- **Exercise instructions**
One range is to be output from the listing below, exactly as written: the line with "The width and height of the screenshot is (573, 322)." to the line with "The height and width of the screenshot is (426, 758).", both kept.

- **The data**
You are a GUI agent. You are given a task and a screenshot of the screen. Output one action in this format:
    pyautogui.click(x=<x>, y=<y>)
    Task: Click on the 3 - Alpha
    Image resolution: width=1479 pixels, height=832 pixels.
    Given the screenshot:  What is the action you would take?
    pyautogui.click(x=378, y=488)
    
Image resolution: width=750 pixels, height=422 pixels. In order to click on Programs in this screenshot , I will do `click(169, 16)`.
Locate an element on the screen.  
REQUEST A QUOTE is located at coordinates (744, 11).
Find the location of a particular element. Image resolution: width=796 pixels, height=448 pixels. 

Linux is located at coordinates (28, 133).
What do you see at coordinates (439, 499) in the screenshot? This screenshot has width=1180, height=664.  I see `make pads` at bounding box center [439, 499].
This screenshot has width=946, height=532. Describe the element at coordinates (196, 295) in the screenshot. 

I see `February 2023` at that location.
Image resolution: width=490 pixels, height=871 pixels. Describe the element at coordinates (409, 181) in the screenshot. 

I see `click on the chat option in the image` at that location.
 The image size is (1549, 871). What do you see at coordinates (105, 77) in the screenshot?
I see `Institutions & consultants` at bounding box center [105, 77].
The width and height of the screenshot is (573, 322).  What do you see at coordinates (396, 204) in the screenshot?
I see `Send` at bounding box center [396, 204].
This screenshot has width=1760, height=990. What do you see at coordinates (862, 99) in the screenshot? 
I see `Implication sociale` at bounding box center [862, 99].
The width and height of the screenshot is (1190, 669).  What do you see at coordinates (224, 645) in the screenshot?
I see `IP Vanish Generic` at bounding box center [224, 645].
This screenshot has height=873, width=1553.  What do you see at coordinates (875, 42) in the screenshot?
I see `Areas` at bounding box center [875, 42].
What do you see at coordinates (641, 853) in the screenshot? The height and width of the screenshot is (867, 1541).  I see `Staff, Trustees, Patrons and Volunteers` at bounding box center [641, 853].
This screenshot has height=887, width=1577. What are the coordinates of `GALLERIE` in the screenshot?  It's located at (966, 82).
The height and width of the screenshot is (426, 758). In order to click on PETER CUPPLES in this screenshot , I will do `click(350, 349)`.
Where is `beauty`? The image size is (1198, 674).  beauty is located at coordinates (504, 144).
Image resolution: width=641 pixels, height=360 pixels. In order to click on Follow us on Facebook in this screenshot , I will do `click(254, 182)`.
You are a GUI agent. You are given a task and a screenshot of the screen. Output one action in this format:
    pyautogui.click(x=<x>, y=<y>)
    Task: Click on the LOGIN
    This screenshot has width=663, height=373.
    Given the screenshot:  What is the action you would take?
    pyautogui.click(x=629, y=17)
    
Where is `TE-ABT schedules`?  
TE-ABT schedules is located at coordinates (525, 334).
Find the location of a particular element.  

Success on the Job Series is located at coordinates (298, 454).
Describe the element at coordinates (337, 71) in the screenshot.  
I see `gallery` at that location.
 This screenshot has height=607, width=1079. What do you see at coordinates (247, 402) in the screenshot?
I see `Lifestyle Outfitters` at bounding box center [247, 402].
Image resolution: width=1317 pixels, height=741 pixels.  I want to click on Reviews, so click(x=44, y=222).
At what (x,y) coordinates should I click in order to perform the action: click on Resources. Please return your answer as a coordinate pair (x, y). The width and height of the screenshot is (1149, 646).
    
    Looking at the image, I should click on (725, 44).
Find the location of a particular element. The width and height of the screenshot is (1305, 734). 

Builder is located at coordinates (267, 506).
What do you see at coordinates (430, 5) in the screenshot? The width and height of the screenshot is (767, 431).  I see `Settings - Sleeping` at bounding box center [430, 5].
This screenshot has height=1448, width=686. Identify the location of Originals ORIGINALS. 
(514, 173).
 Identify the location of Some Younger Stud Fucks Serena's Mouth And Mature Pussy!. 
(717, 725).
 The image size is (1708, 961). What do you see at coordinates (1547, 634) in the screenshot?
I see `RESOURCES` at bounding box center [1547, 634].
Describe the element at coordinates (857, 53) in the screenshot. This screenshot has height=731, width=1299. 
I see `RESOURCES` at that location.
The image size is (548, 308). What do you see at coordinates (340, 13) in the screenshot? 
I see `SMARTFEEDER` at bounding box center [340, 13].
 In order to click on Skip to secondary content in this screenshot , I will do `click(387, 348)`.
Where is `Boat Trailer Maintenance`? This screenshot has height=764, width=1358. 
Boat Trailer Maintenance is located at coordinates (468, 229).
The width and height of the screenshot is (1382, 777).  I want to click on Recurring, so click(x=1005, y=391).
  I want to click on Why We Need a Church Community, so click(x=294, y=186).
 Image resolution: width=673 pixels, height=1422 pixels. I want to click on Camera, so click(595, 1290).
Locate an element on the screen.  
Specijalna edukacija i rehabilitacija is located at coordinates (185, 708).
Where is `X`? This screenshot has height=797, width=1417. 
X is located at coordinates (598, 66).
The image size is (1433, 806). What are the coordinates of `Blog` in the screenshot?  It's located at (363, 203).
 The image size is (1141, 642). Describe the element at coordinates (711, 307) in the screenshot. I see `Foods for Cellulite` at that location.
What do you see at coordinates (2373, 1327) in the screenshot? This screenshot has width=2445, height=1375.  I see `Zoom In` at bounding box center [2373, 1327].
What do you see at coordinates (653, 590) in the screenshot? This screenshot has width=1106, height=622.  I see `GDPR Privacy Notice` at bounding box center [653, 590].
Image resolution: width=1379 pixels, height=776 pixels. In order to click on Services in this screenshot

- **Output**
The width and height of the screenshot is (573, 322).  What do you see at coordinates (396, 204) in the screenshot?
I see `Send` at bounding box center [396, 204].
This screenshot has width=1760, height=990. What do you see at coordinates (862, 99) in the screenshot? 
I see `Implication sociale` at bounding box center [862, 99].
The width and height of the screenshot is (1190, 669).  What do you see at coordinates (224, 645) in the screenshot?
I see `IP Vanish Generic` at bounding box center [224, 645].
This screenshot has height=873, width=1553.  What do you see at coordinates (875, 42) in the screenshot?
I see `Areas` at bounding box center [875, 42].
What do you see at coordinates (641, 853) in the screenshot? The height and width of the screenshot is (867, 1541).  I see `Staff, Trustees, Patrons and Volunteers` at bounding box center [641, 853].
This screenshot has height=887, width=1577. What are the coordinates of `GALLERIE` in the screenshot?  It's located at (966, 82).
The height and width of the screenshot is (426, 758). In order to click on PETER CUPPLES in this screenshot , I will do `click(350, 349)`.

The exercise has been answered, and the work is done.